When Third Ward home burns, neighbors come through for couple
Judie and Martin Beller watched in horror as smoke billowed from their Riverside Terrace house on that freezing winter-storm night this month.
Like many of us, they were simply trying to keep warm by using their gas fireplace. That’s where the fire started. They stood on their front lawn as firefighters wrangled the flames and drenched their two-story home with 4 inches of water.
But what happened next was anything but tragic.
Neighbors emerged from their own cold, powerless houses into the freezing outdoors to help the Bellers any way they could. They carried out the couple’s belongings and furniture that could be salvaged and offered them comforting hugs. One neighbor brought over a bag of snacks — tuna salad sandwiches and chocolate-covered pretzels.
Another neighbor, a single mom of three whom they know only in passing, gave the couple a four-night stay at a nearby hotel, asking nothing in return. Martin is an English professor at Texas Southern University.
Judie gets emotional thinking about that night.
“We have the best neighbors. They walked up to us with open arms. It made us feel so valued,” she said.
In the wake of Winter Storm Uri, neighbors became the heroes for so many Houstonians. There also were many collective efforts by local organizations to provide relief.
At Unity National Bank, volunteers handed out nearly 500 plates of barbecue from Ray’s BBQ Shack to Third Ward families impacted by the storm. The Texans and council member Carolyn Evans-Shabazz sponsored food distributions at five locations in Third Ward, Sunnyside and surrounding areas.
Food giveaways popped up everywhere, along with waterdistribution efforts like the one hosted by OST Liquor, a Blackowned business that opened in June.
Houstonians know all too well how to respond in times of disaster. We saw that during Hurricane Harvey and the storms before that. And we’re seeing it now.

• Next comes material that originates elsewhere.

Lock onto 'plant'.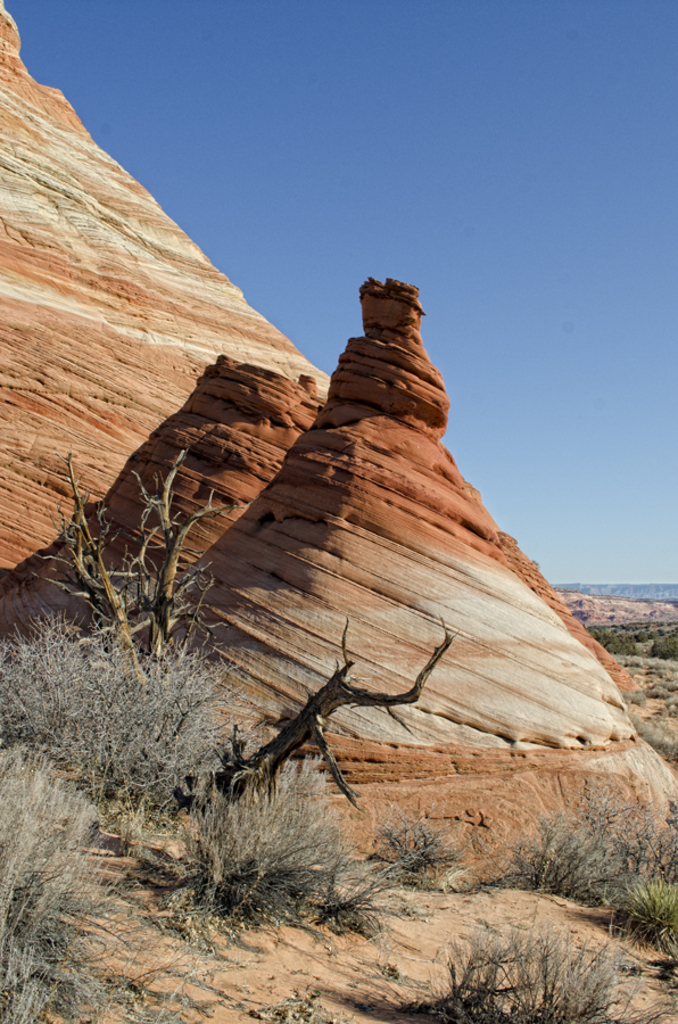
Locked: l=554, t=619, r=677, b=760.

We know how to open our doors, our pantries and our hearts to people when Mother Nature or even man-made forces can be so cruel.

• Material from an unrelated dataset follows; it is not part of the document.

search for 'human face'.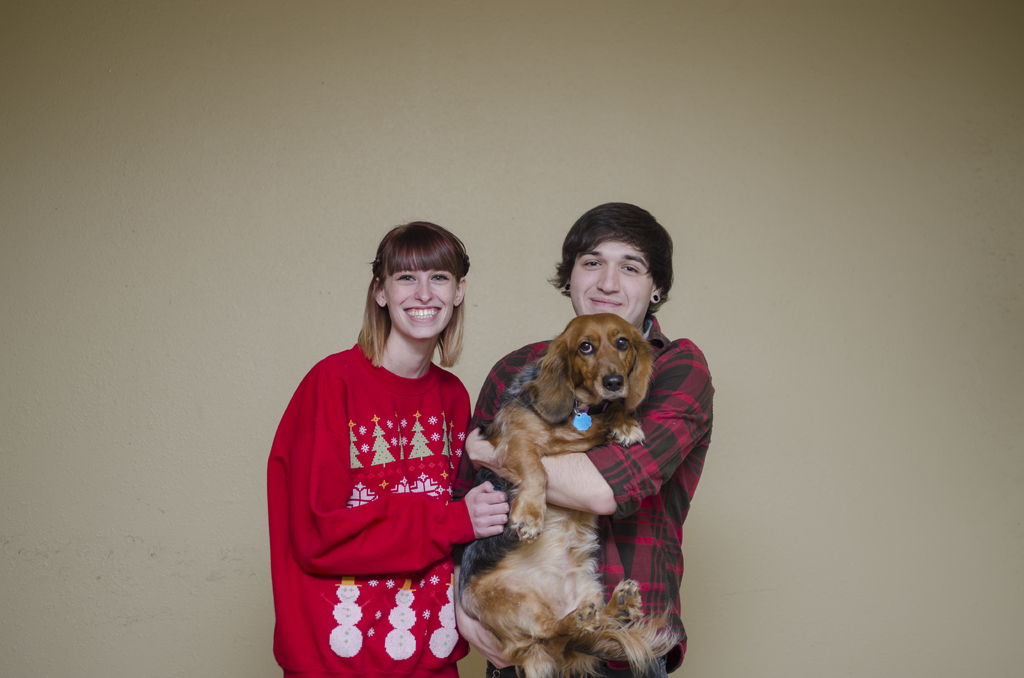
Found at locate(568, 236, 653, 326).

When Bishop Frank Rush, pastor of Houston Praise and Worship Center at 3802 Live Oak, discovered a homeless parishioner camped out in his car in the church’s driveway, bracing himself to face the cold, Rush responded in Houston fashion. He gave the man a place to stay.
“Fortunately, we never lost power,” Rush said. “We were able to have him to stay in back of the church with another family. We fed him and gave him blankets. We are extremely thankful to God that we could do that.”

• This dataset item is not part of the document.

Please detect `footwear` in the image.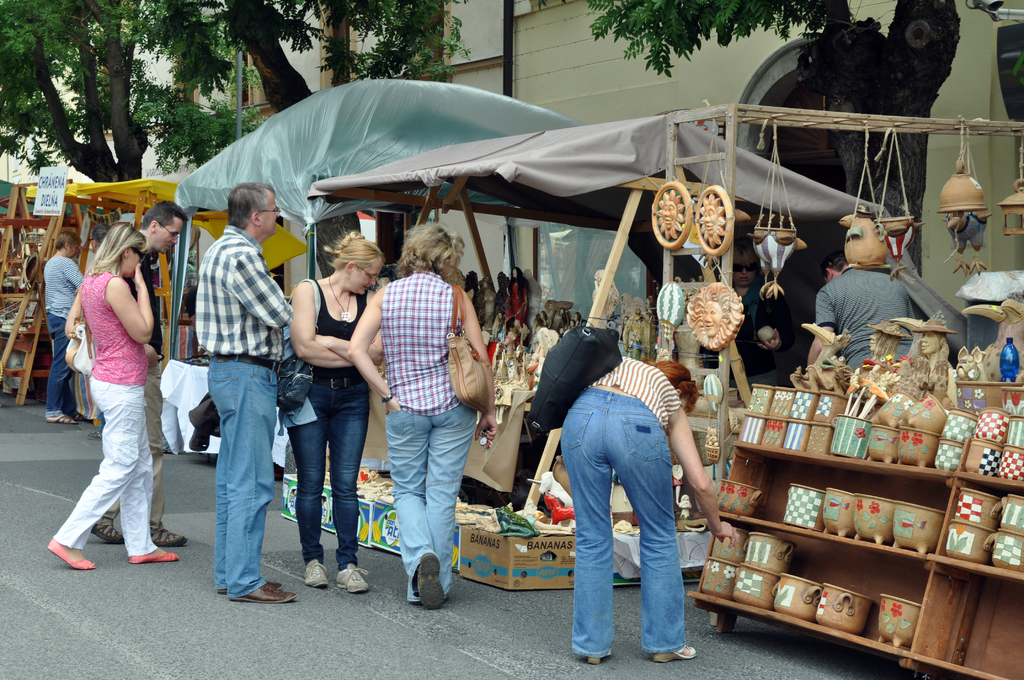
x1=653 y1=644 x2=698 y2=663.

Rush and his wife, JoAnn Vallie Rush, a former Houston TV anchor with a doctorate in divinity, distributed boxes of fresh fruits and vegetables donated by the Common Market, a nonprofit that provides food from sustainable family farms to families and churches.
“Sometimes the help from neighbors is all the help you’ve got,” Vallie Rush said. “There are people who are supposed to be responsible and don’t have the ability or are overwhelmed by the situation to help in the manner in which they should. It’s so important that we help each other. We’re a small church, which gives us a special ability to reach our neighbors and do what neighbors do.”
Judie Beller knows rebuilding her house will take many months. Still, she visits her charred home every day. A stack of soaked genealogy papers and photographic equipment were among her cherished items.
“But it’s only stuff,” she said. She’s most grateful for the kindness of neighbors. “People in Houston are another breed. They are all heart. We haven’t met any stinkers.”
“Sometimes the help from neighbors is all the help you’ve got.”